Labyrinth of the Demon King is a analogue journée through the accursed annals of Feudal Japanese fear
Lo-fi terror delivered through heightened mechanical means.
As a current resident of Japan, I am often beset by a particular paralysis in parsing my measures of navigation. If my phone were to inadvertently plunge into the great 鴨川, I would likely wander its serpentining streets for hours; intoxicated by its richness of character, nonetheless. Thus, Top Hat Studios’ Labyrinth of the Demon King, featured as part of Steam Scream 2024, is a maddening, minimalistic manifestation of my most pressing fear - though I may have slightly exaggerated my concerns, I have lived here long enough to survive on a compass and konbini coffee alone.
The pillarboxed, PlayStation 1 presentation removes peripheral oversight, toying with the modern survival sensibility.
J.R. Hudepohl’s design cannily crosses four generations through its balance of technical sophistication and antiquated aesthetic, infusing Silent Hill’s murky milieu with the contemporary craft of an immersive sim. Enemies are animated with lucid precision, breaking from their pixelated prism to challenge your limited toolset. As an 足軽, a term denoting base infantry eminently active during the Sengoku period, your standing as one of ‘light foot’ provides swift, yet considered means of locomotion; you are challenged to improvise in light of restriction upon your arsenal. This concept is an effective evolution on the survival-horror genre of yore, pitting an ordinary, yet capable avatar against beasts of an implacable persuasion.
“Over here, stranger!”
Similarly to an audiophile’s appreciation for a serene, lacquered vinyl, the velvet ridges of gaming’s fifth-generation have an appeal of their own: a triumph of creative direction against abject technical limitation. Thus, Labyrinth of the Demon King, drawing upon the master presses coded through Resident Evil and its ilk, employs an inventory bearing brief descriptions of an item’s purpose; the relationship between these artifacts and gameplay is revised to remove residual clunkiness. Furthermore, cutscenes choreograph setpieces in a real-time manner, revolutionising the punctuated presentation of old.
Combat encounters are robust; their animations, followed by flourishes of gore, are notably fluid and frightening.
Through your journey in the ambient forest, you may encounter rogue, yet beguiling allies; the element of risk and reward provides its disquieting atmosphere with a tenuous reprieve. Furthermore, its sound design enhances the vague detail to a remarkable end - pattering rain is met with crunchy footsteps, succeeded by an ominous hum through the map’s twisting terrain. Reams of dialogue unveil the mystery in an emergent regard; this principle is designed to unify material history with sinister concepts of corrupted mysticism.
The clean UI draws greater attention to its carefully curated locations.
Should you reserve the wherewithal to slash, bargain, and sneak your way through the underbelly of its malevolent woods, Labyrinth of the Demon King may be a profound exercise in terror delivered through the pentameter of a generation past. Depth can be approximated through engagement, rather than graphical prowess - wear headphones, though only if you dare.
How did I miss this? Downloading the demo right now.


Only the pictures are to be omitted; every entry beneath should otherwise be duplicated exactly.

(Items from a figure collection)

+--

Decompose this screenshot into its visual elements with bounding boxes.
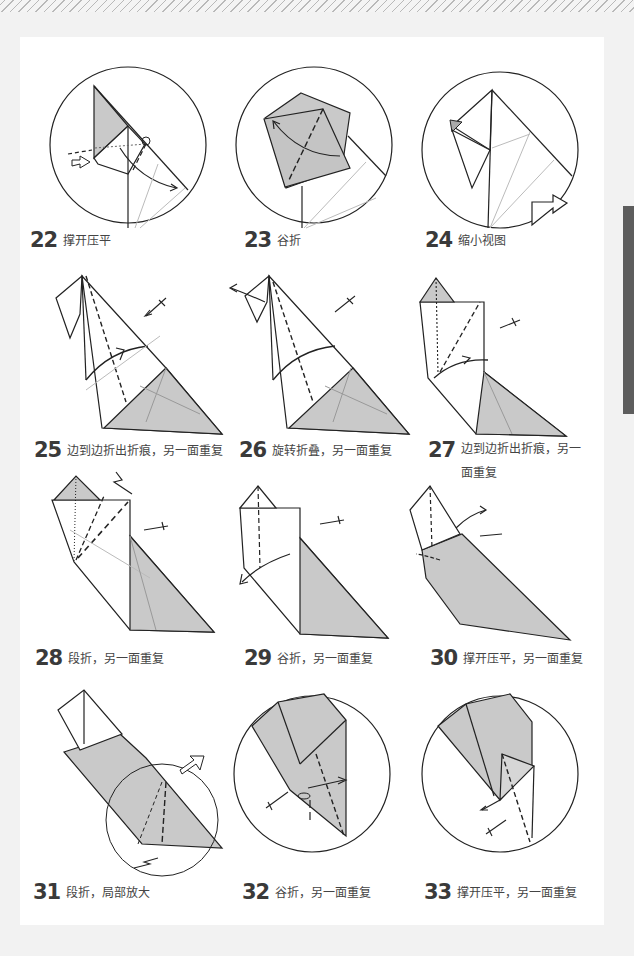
top-hatch-border <box>0 0 634 12</box>
step-26 <box>225 262 425 442</box>
step-30-diagram <box>400 478 600 648</box>
step-instruction: 撑开压平，另一面重复 <box>457 882 577 904</box>
step-instruction: 谷折，另一面重复 <box>275 882 371 904</box>
chapter-side-tab <box>623 206 634 414</box>
step-instruction: 谷折，另一面重复 <box>277 648 373 670</box>
step-22-caption: 22 撑开压平 <box>30 230 111 252</box>
step-23-diagram <box>230 60 410 230</box>
step-23 <box>230 60 410 230</box>
step-32 <box>230 690 410 860</box>
step-instruction: 边到边折出折痕，另一面重复 <box>67 440 223 462</box>
step-25 <box>40 262 240 442</box>
step-number: 29 <box>244 648 271 668</box>
step-22-diagram <box>40 60 220 230</box>
step-29-caption: 29 谷折，另一面重复 <box>244 648 373 670</box>
step-number: 33 <box>424 882 451 902</box>
step-instruction: 缩小视图 <box>458 230 506 252</box>
step-instruction: 谷折 <box>277 230 301 252</box>
step-29-diagram <box>220 478 420 648</box>
step-instruction: 旋转折叠，另一面重复 <box>272 440 392 462</box>
step-28-caption: 28 段折，另一面重复 <box>35 648 164 670</box>
step-30 <box>400 478 600 648</box>
step-33-caption: 33 撑开压平，另一面重复 <box>424 882 577 904</box>
step-25-caption: 25 边到边折出折痕，另一面重复 <box>34 440 223 462</box>
step-32-caption: 32 谷折，另一面重复 <box>242 882 371 904</box>
step-27 <box>400 262 600 442</box>
step-31-caption: 31 段折，局部放大 <box>33 882 150 904</box>
step-24 <box>420 60 600 230</box>
step-number: 23 <box>244 230 271 250</box>
step-24-caption: 24 缩小视图 <box>425 230 506 252</box>
step-number: 31 <box>33 882 60 902</box>
step-number: 25 <box>34 440 61 460</box>
step-26-diagram <box>225 262 425 442</box>
step-instruction: 撑开压平 <box>63 230 111 252</box>
step-33-diagram <box>410 680 610 860</box>
step-29 <box>220 478 420 648</box>
step-instruction: 段折，另一面重复 <box>68 648 164 670</box>
step-number: 22 <box>30 230 57 250</box>
step-25-diagram <box>40 262 240 442</box>
step-number: 30 <box>430 648 457 668</box>
step-31-diagram <box>50 680 250 880</box>
step-23-caption: 23 谷折 <box>244 230 301 252</box>
step-26-caption: 26 旋转折叠，另一面重复 <box>239 440 392 462</box>
step-number: 28 <box>35 648 62 668</box>
step-number: 27 <box>428 440 455 460</box>
step-32-diagram <box>230 690 410 860</box>
step-number: 26 <box>239 440 266 460</box>
step-instruction: 段折，局部放大 <box>66 882 150 904</box>
step-27-diagram <box>400 262 600 442</box>
step-number: 24 <box>425 230 452 250</box>
step-number: 32 <box>242 882 269 902</box>
step-instruction: 撑开压平，另一面重复 <box>463 648 583 670</box>
step-28 <box>40 470 240 640</box>
step-24-diagram <box>420 60 600 230</box>
step-31 <box>50 680 250 880</box>
step-22 <box>40 60 220 230</box>
step-30-caption: 30 撑开压平，另一面重复 <box>430 648 583 670</box>
step-28-diagram <box>40 470 240 640</box>
step-33 <box>410 680 610 860</box>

+--

§ **RESULT BELOW**
Decompose this screenshot into its visual elements with bounding boxes.
top-hatch-border <box>0 0 634 12</box>
step-26 <box>225 262 425 442</box>
step-30-diagram <box>400 478 600 648</box>
step-instruction: 撑开压平，另一面重复 <box>457 882 577 904</box>
step-instruction: 谷折，另一面重复 <box>275 882 371 904</box>
chapter-side-tab <box>623 206 634 414</box>
step-instruction: 谷折，另一面重复 <box>277 648 373 670</box>
step-22-caption: 22 撑开压平 <box>30 230 111 252</box>
step-23-diagram <box>230 60 410 230</box>
step-23 <box>230 60 410 230</box>
step-32 <box>230 690 410 860</box>
step-instruction: 边到边折出折痕，另一面重复 <box>67 440 223 462</box>
step-25 <box>40 262 240 442</box>
step-number: 29 <box>244 648 271 668</box>
step-22-diagram <box>40 60 220 230</box>
step-29-caption: 29 谷折，另一面重复 <box>244 648 373 670</box>
step-number: 33 <box>424 882 451 902</box>
step-instruction: 缩小视图 <box>458 230 506 252</box>
step-instruction: 谷折 <box>277 230 301 252</box>
step-29-diagram <box>220 478 420 648</box>
step-instruction: 旋转折叠，另一面重复 <box>272 440 392 462</box>
step-28-caption: 28 段折，另一面重复 <box>35 648 164 670</box>
step-30 <box>400 478 600 648</box>
step-33-caption: 33 撑开压平，另一面重复 <box>424 882 577 904</box>
step-25-caption: 25 边到边折出折痕，另一面重复 <box>34 440 223 462</box>
step-32-caption: 32 谷折，另一面重复 <box>242 882 371 904</box>
step-27 <box>400 262 600 442</box>
step-31-caption: 31 段折，局部放大 <box>33 882 150 904</box>
step-24 <box>420 60 600 230</box>
step-number: 23 <box>244 230 271 250</box>
step-24-caption: 24 缩小视图 <box>425 230 506 252</box>
step-number: 31 <box>33 882 60 902</box>
step-number: 25 <box>34 440 61 460</box>
step-26-diagram <box>225 262 425 442</box>
step-instruction: 撑开压平 <box>63 230 111 252</box>
step-33-diagram <box>410 680 610 860</box>
step-29 <box>220 478 420 648</box>
step-instruction: 段折，另一面重复 <box>68 648 164 670</box>
step-number: 22 <box>30 230 57 250</box>
step-25-diagram <box>40 262 240 442</box>
step-number: 30 <box>430 648 457 668</box>
step-31-diagram <box>50 680 250 880</box>
step-23-caption: 23 谷折 <box>244 230 301 252</box>
step-26-caption: 26 旋转折叠，另一面重复 <box>239 440 392 462</box>
step-number: 28 <box>35 648 62 668</box>
step-number: 27 <box>428 440 455 460</box>
step-32-diagram <box>230 690 410 860</box>
step-number: 26 <box>239 440 266 460</box>
step-instruction: 段折，局部放大 <box>66 882 150 904</box>
step-27-diagram <box>400 262 600 442</box>
step-number: 24 <box>425 230 452 250</box>
step-number: 32 <box>242 882 269 902</box>
step-instruction: 撑开压平，另一面重复 <box>463 648 583 670</box>
step-28 <box>40 470 240 640</box>
step-24-diagram <box>420 60 600 230</box>
step-31 <box>50 680 250 880</box>
step-22 <box>40 60 220 230</box>
step-30-caption: 30 撑开压平，另一面重复 <box>430 648 583 670</box>
step-28-diagram <box>40 470 240 640</box>
step-33 <box>410 680 610 860</box>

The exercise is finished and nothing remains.